It’s July 4. How’s the First Amendment doing these days?

Not so hot, courtesy of our Supreme Court and countless lower-ranked Federalist Society hacks Republicans have managed to push into our judiciary (one of the Democrats’ mistakes under Obama was not making appointing good judges a priority). For example, if a schoolteacher wants to lead students in public prayers, which some students say they felt pressured to participate in, the Supreme Court says that’s okay. It’s simply recycling an old argument that not allowing Christians to impose prayer on others violates their rights. Sotomayor’s dissent points out the flaws in the majority ruling. As Balls and Strikes says regarding gun control, reality in Thomas’s opinions is malleable.

Lauren Boebert, unsurprisingly, thinks this is great: she’s tired of all that “separation of church and state junk.” This, of course, reflects that right-wing Christianity currently has such a clout in the judiciary; if Jews, Muslims or liberal Christian groups had similar influence, she’d be screaming about how Christian rights must be protected. Hell, they scream about it now, even when their rights aren’t at risk. Rainbow-themed Oreos don’t threaten religious rights but some Republicans feel oppressed just seeing things they disapprove of.

It’s easier if they pretend the US is and always was a Christian nation, such as Boebert’s claim “We the people” in the Constitution refers to the Christian church. It doesn’t; the Constitution was seen at the time as almost atheist in saying the American people, not God,  founded the government. Not to mention banning religious tests for public office, so that potentially anyone of any faith, or even an atheist, could become president.

It could get worse too. Clarence Thomas is fine with making it easier to sue for defamation, taking the side of an anti-gay Christian church labeled an anti-gay hate group by SPLC. This, again, shows the advantage of Republicans dominating the courts: I’m quite sure they’ll find anything the right wing says about Democrats perfectly acceptable discourse.  And Boebert — not that she’s uniquely bad in her party, she’s just been mouthing off a lot lately — thinks the church is supposed to direct government, which is the opposite of religious freedom.

Over in Florida, Ron “I”d like the floor to get elected president” DeSantis has imposed education standards that include lying about how the Founding Father wanted us all to be Christian (what they wanted has no force in law) along with assuring students that the Founders totally hated slavery even if maybe some of them owned a slave or two, and anyway most slaves were born slaves, not brought over from Africa. Excuse me but that doesn’t make American slavery moral!!

I will pause here and note that any talk about “the church” or “Christians” running government is bullshit. Christianity is a vast collection of multiple different sects and churches with a vast array of views. This isn’t new — it’s been true from the earliest days of my faith. If Republicans make us a “Christian nation” the next step will inevitably be figuring out who qualifies as Christian.

Despite Vatican II, there are plenty of right-wing Catholics who don’t think Protestants are legitimate Christians as someone once put it, some Catholics are more Catholic than the Pope. I’ve known plenty of Protestants who don’t think Catholics are Christian. Lots of both Catholics and Protestants don’t count Mormons. The New England Puritans hun Quakers for dissenting.

Rick Santorum doesn’t think any liberal can be Christian. Pat Robertson says Methodists and Episcopalians are the spirit of antichrist. Some Southern Baptists believe charismatic churches with speaking in tongues are just a form of demonic possession and Satan worship. Snake handlers (who admittedly are unlikely to become a power player in our future) dismiss believers in the Trinity as “three god people.”

On top of which, we have the personal factor. If you’re a church leader with a taste for power or wealth, you have that much more interest in making sure your church has access to the halls of government, not the Christian church down the street. Christian anti-abortion centers, like abstinence-only education, channel state funding to Christian groups. That’s a sweet deal. If you think a rival church wants to suck up your slice of the pie — wait, wait, they’re heretical and not Christian at all! As the First Amendment only applies to real Christians, they’re out of luck!

This kind of thinking also breeds fear. Whoever’s in power will get to dictate who qualifies as Christian with the corresponding religious rights. That makes control of the government a matter of life and death, possibly literally. That doesn’t encourage support for democracy and the peaceful transition of power.

This is why theocracy has never ended well in human history. It won’t end any better if we get one in the future. That’s why our founders forbade Congress — a decision later court rulings extended to states and the executive branch — from either establishing a state religion or banning its free exercise.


◆ WHAT YOU ARE ASKED TO DO: Please count how many lines below contain the word "title" and give nothing but that figure.

[Records from a collection]

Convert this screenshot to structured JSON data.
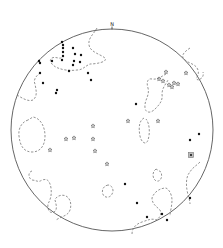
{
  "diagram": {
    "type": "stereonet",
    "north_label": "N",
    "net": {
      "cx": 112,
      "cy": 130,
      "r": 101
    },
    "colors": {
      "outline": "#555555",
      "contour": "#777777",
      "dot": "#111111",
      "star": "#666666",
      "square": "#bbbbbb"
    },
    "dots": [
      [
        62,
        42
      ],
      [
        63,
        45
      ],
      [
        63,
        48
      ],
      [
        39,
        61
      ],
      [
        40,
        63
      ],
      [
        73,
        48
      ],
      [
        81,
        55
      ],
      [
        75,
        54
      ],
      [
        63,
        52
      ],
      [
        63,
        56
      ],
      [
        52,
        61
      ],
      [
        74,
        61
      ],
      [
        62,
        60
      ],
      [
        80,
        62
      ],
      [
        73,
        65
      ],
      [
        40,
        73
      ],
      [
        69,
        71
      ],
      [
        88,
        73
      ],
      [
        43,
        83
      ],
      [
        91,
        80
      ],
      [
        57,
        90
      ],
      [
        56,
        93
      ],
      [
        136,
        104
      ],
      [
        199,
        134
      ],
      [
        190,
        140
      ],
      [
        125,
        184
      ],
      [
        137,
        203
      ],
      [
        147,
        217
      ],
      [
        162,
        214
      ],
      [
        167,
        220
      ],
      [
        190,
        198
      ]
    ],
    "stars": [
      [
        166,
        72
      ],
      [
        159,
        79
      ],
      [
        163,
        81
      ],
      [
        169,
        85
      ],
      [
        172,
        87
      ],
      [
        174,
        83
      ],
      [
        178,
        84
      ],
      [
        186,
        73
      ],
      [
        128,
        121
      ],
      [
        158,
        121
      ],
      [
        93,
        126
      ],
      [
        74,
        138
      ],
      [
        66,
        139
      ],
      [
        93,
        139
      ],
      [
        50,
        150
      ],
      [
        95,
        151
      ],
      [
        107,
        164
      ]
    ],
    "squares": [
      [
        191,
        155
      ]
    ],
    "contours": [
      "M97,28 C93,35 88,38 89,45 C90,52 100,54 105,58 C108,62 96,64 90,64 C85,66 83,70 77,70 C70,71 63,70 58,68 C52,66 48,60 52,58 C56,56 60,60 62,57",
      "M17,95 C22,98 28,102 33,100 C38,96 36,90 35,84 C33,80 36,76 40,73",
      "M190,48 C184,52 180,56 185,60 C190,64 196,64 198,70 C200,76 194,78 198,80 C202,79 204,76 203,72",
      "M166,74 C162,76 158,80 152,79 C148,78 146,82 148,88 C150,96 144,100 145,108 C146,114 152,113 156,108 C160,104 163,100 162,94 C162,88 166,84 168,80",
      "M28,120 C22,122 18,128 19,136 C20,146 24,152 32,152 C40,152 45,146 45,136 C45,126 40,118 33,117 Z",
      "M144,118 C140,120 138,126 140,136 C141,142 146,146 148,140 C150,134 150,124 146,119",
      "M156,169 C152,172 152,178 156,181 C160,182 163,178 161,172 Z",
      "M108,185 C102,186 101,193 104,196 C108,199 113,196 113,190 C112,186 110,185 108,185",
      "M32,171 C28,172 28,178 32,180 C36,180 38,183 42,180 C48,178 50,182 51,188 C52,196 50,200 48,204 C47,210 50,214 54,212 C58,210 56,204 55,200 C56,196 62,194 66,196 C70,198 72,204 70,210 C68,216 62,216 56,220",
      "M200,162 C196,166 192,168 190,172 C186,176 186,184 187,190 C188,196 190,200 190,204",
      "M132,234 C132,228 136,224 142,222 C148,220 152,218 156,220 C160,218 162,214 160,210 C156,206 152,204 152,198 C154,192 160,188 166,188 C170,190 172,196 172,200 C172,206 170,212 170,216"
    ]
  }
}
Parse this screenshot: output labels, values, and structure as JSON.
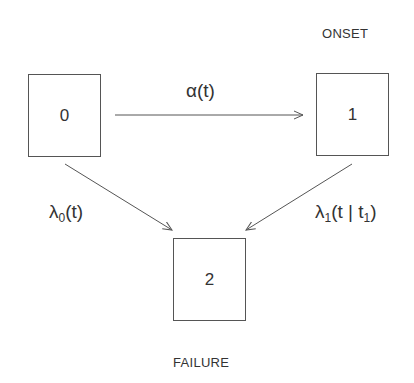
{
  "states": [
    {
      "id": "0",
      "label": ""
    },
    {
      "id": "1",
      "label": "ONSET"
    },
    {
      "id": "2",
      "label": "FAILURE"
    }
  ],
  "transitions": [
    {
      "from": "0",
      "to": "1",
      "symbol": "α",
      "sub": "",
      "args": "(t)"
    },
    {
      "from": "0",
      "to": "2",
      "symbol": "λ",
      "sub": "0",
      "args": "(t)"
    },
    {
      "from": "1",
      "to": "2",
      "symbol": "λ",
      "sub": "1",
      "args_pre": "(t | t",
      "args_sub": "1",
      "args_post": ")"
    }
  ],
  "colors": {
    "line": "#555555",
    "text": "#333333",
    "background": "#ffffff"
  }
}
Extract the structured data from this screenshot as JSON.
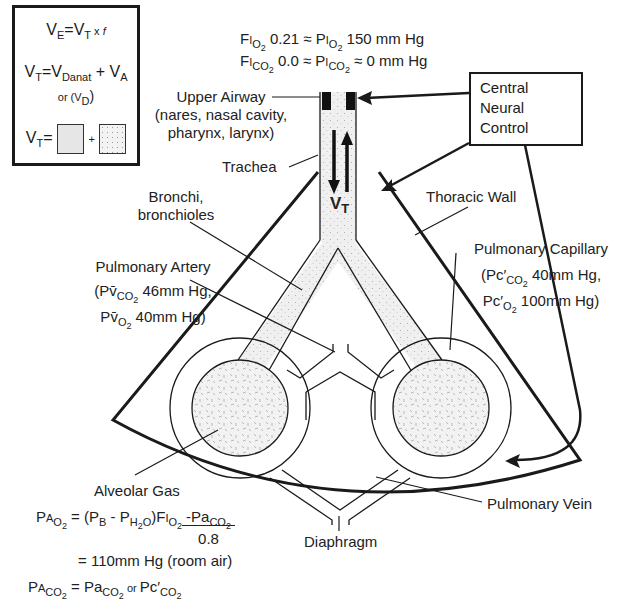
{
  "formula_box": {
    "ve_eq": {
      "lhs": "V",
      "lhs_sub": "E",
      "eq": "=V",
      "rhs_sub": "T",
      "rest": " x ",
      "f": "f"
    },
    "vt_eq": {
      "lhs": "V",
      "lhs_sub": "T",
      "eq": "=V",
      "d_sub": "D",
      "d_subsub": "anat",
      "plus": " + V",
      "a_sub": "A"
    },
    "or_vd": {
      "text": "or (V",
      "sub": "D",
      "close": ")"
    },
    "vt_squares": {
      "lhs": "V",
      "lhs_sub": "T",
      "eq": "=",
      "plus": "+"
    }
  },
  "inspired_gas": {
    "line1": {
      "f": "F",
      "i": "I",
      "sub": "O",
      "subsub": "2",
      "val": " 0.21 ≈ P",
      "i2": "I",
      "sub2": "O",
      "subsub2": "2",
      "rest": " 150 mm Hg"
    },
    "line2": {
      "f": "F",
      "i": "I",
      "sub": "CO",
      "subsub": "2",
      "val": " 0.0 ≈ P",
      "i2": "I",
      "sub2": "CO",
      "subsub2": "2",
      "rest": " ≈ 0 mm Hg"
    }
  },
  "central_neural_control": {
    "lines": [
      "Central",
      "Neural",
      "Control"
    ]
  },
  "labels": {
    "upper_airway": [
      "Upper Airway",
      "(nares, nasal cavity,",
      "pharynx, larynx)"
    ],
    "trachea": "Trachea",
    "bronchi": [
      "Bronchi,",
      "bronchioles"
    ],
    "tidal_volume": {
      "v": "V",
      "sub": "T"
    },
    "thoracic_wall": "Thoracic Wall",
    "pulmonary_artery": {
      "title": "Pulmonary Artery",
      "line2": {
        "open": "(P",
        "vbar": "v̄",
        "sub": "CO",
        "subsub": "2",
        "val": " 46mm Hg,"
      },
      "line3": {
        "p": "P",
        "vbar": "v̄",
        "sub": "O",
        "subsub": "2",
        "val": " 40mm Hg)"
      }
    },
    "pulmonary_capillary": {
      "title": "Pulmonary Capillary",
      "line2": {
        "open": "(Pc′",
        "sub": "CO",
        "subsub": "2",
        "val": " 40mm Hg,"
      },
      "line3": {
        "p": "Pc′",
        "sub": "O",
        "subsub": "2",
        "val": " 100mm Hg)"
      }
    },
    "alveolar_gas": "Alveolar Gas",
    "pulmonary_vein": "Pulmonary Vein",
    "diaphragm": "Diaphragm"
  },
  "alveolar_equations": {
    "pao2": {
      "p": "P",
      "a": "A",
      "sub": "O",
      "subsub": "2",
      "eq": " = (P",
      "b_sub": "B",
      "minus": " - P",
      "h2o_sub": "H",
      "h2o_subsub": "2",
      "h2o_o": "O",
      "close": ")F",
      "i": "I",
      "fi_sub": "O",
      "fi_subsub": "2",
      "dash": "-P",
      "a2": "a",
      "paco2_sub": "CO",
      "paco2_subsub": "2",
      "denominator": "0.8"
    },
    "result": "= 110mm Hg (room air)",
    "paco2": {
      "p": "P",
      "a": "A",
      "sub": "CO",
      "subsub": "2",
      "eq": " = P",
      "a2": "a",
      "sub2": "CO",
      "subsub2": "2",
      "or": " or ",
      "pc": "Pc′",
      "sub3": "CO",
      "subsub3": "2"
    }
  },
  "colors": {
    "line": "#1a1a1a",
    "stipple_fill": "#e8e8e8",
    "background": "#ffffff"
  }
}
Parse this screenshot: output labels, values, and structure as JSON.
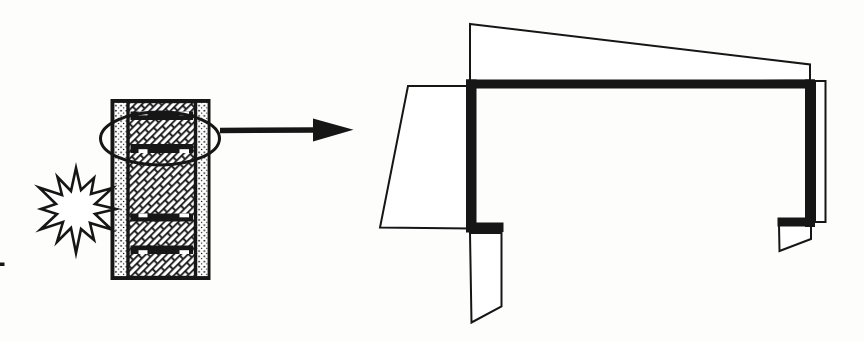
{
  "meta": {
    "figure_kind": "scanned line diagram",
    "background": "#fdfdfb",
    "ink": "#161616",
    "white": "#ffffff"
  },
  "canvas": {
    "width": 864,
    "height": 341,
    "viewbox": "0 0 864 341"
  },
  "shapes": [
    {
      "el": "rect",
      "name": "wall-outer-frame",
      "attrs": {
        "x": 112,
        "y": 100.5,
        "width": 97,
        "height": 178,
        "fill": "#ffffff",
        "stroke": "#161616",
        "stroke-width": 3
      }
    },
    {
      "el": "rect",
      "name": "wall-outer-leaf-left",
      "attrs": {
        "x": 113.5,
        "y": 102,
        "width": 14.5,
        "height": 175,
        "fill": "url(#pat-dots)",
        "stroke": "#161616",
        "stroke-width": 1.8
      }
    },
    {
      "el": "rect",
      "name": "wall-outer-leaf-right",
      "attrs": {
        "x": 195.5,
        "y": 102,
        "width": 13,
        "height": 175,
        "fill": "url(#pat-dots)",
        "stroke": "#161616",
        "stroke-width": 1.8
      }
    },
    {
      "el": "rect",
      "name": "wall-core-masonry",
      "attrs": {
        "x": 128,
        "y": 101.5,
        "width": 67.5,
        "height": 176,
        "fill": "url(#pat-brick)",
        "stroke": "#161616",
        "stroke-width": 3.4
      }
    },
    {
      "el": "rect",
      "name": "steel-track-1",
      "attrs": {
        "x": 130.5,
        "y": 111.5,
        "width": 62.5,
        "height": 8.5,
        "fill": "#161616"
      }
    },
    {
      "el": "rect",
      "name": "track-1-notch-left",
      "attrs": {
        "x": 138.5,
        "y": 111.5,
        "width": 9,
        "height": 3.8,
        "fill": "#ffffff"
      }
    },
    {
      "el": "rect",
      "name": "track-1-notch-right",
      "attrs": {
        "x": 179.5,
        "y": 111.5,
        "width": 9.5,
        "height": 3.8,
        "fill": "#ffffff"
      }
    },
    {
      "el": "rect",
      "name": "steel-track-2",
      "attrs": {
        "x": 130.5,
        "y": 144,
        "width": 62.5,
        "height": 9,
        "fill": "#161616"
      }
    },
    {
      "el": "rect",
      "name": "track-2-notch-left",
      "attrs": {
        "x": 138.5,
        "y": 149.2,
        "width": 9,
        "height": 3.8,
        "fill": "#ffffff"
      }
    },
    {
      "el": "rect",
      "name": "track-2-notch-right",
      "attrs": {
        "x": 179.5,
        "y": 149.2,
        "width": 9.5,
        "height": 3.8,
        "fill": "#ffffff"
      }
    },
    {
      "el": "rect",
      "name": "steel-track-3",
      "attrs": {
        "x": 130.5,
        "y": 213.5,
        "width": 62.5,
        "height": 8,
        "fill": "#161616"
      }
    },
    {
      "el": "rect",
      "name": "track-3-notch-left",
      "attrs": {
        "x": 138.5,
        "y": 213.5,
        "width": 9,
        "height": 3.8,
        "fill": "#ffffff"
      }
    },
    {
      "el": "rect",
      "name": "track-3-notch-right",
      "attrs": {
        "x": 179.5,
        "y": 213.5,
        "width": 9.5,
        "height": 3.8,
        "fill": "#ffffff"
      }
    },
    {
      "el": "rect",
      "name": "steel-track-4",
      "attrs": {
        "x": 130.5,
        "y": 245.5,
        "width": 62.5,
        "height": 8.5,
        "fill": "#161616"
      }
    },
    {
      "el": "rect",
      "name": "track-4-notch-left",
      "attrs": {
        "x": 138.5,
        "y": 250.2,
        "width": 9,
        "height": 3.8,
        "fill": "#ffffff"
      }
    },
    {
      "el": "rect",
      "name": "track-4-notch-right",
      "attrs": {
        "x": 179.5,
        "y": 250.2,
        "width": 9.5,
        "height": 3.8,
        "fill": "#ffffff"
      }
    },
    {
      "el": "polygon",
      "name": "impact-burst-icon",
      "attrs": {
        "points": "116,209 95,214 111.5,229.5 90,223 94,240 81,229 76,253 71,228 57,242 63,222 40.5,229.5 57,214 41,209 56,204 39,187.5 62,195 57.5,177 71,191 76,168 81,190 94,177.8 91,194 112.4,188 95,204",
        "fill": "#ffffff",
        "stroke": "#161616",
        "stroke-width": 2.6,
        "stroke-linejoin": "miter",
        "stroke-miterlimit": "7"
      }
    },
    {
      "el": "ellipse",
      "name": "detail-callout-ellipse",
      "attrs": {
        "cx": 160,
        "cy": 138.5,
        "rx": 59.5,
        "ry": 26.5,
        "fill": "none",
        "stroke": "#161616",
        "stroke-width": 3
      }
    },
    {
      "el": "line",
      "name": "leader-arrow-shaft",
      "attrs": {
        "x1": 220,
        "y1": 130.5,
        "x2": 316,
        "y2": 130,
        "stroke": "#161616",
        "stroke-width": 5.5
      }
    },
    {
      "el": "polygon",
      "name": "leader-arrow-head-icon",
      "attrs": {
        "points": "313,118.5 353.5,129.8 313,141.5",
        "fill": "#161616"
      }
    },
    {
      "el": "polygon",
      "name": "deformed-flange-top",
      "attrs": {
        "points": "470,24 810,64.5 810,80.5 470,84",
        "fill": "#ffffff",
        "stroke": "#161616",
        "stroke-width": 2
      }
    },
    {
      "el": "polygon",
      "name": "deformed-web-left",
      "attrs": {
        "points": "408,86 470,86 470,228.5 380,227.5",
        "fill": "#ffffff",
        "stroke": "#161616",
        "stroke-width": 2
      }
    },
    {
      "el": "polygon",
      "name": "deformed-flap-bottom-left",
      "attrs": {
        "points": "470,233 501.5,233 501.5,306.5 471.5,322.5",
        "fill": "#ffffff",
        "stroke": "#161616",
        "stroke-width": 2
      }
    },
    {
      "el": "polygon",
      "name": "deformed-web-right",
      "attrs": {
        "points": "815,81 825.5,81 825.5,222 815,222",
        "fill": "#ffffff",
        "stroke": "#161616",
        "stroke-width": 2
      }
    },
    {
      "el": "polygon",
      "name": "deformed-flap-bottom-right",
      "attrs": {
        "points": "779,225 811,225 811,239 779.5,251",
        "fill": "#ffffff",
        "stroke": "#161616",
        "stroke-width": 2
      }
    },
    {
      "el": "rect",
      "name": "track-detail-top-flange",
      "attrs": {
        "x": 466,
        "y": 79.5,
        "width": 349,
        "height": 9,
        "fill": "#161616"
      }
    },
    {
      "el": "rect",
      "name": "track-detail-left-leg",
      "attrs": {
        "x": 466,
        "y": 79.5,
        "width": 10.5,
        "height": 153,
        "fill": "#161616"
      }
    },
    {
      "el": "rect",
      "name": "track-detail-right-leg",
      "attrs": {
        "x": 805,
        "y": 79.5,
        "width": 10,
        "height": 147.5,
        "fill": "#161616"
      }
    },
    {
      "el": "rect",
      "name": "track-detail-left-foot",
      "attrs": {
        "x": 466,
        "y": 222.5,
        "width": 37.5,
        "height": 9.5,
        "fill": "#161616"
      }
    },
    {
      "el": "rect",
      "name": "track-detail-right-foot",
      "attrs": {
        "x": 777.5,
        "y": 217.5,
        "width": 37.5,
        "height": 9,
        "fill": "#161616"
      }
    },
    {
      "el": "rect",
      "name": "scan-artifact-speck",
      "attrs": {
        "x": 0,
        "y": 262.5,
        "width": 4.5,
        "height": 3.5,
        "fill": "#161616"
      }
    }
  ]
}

◆ RESULT FOR THIS TASK: 2